4What does the distant sky symbolise?
- A coming storm
- The mother’s vast, calm gaze
- School freedom
- A journey
Its stillness and width carry the emotional quality of her look.
5What device is ‘I cannot remember my mother’?
- Refrain
- Pun
- Onomatopoeia
- Paradox only
The line recurs at the beginning of each stanza.
6What is the poem’s tone?
- Comic
- Nostalgic and serene
- Angry
- Triumphant
Loss is expressed through gentle, quiet sensory images.
7What connects all three stanzas?
- A school day
- Sensory reminders of maternal love
- A fixed rhyme
- Travel
Hearing, smell and sight each awaken the mother’s presence.

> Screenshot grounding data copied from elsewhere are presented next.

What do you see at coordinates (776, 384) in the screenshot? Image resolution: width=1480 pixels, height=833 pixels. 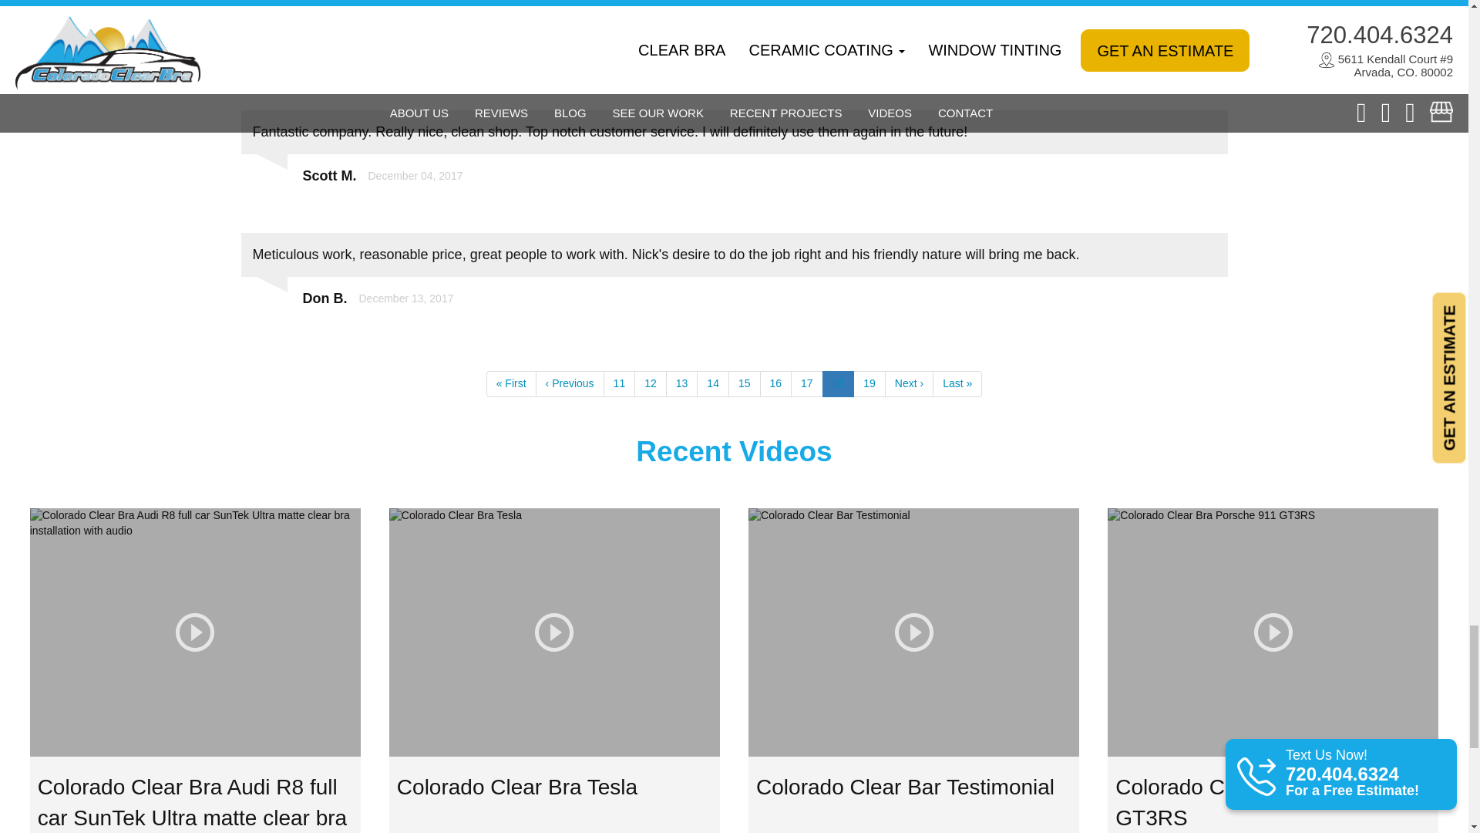 I see `Go to page 16` at bounding box center [776, 384].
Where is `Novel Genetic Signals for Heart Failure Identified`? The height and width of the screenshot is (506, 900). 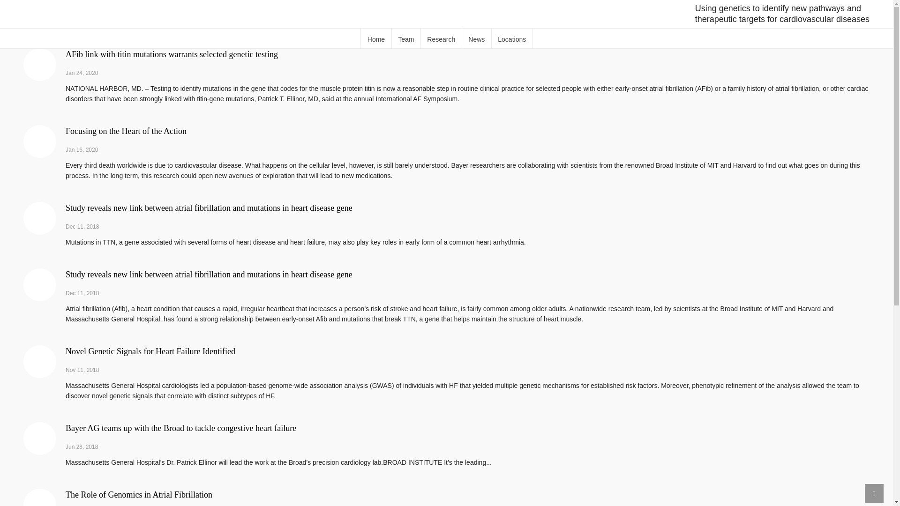
Novel Genetic Signals for Heart Failure Identified is located at coordinates (39, 361).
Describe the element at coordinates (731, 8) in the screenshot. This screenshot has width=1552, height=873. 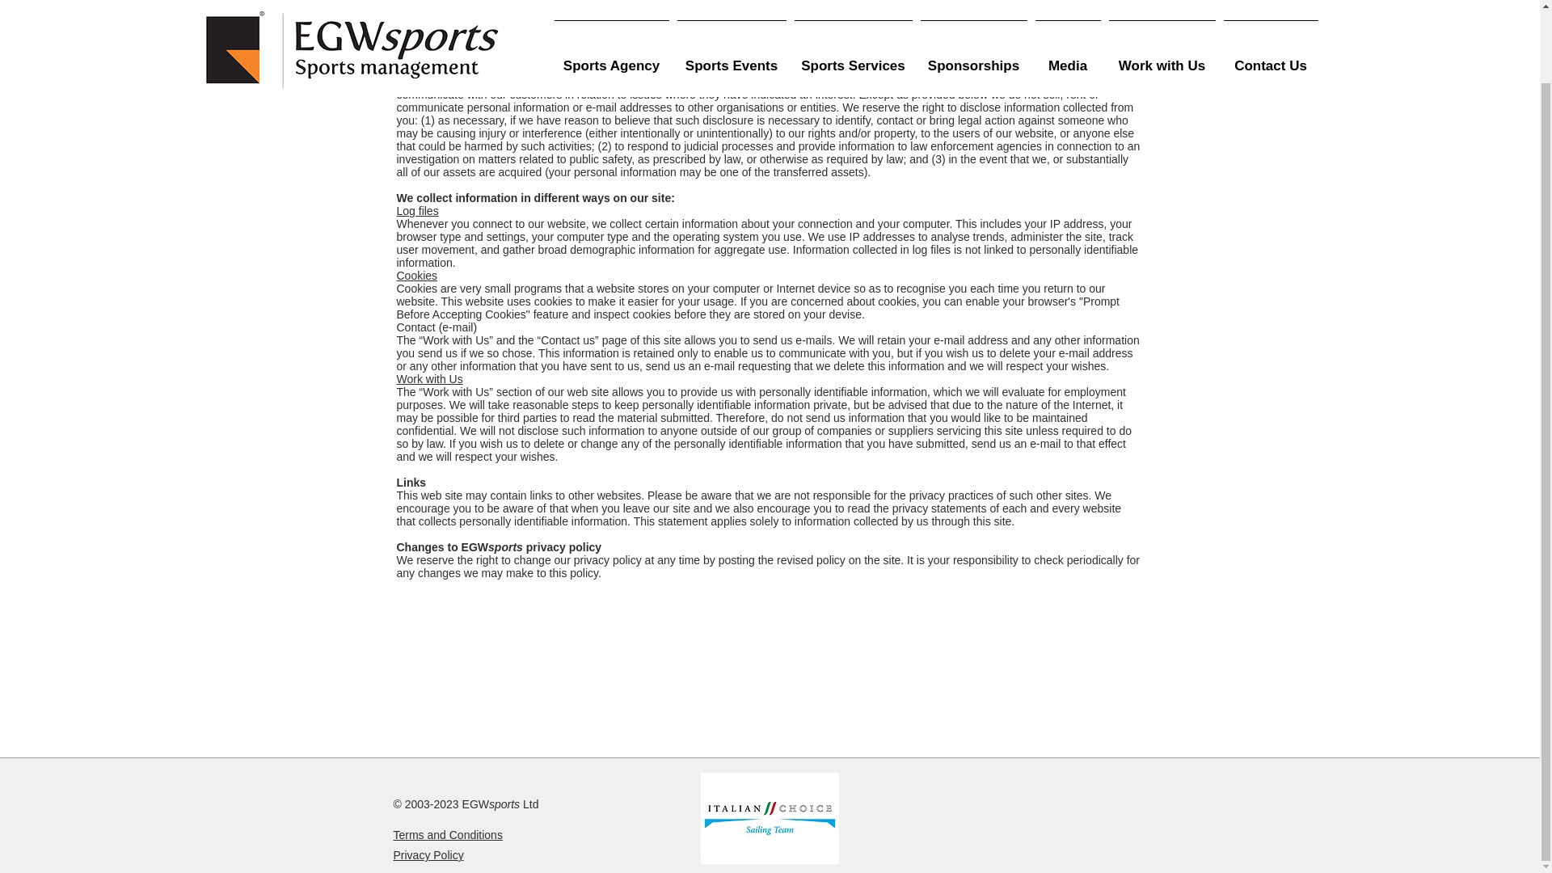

8What central idea does the poem express?
- Memory is only visual
- Love survives through sensory and emotional memory
- Nature erases the past
- Childhood has no influence
Even incomplete recollection retains the feeling of the mother’s care.
Go beyond the textbook
Extra questions and answers
Q1.Why is the absence of a detailed description of the mother effective?
The lack of physical detail mirrors the speaker’s incomplete memory and lets readers focus on emotional traces that feel universal.
Q2.How does the poem turn private memory into a universal experience?
Lullabies, flowers, worship and sky are widely recognisable. The simple sensory triggers allow readers to connect the speaker’s loss with their own memories.
Q3.Why does the poet say the tune ‘hovers’?
Hovering suggests that the memory remains near but cannot be grasped fully. It is present as atmosphere rather than a complete song.
Q4.What contrast exists between ‘cannot remember’ and the rest of each stanza?
The phrase denies direct recall, yet each stanza demonstrates enduring emotional memory. The contrast distinguishes factual image from felt presence.
Q5.How does silence function in the final stanza?
The sky’s stillness communicates care without words. It turns silence from emptiness into a peaceful, protective presence.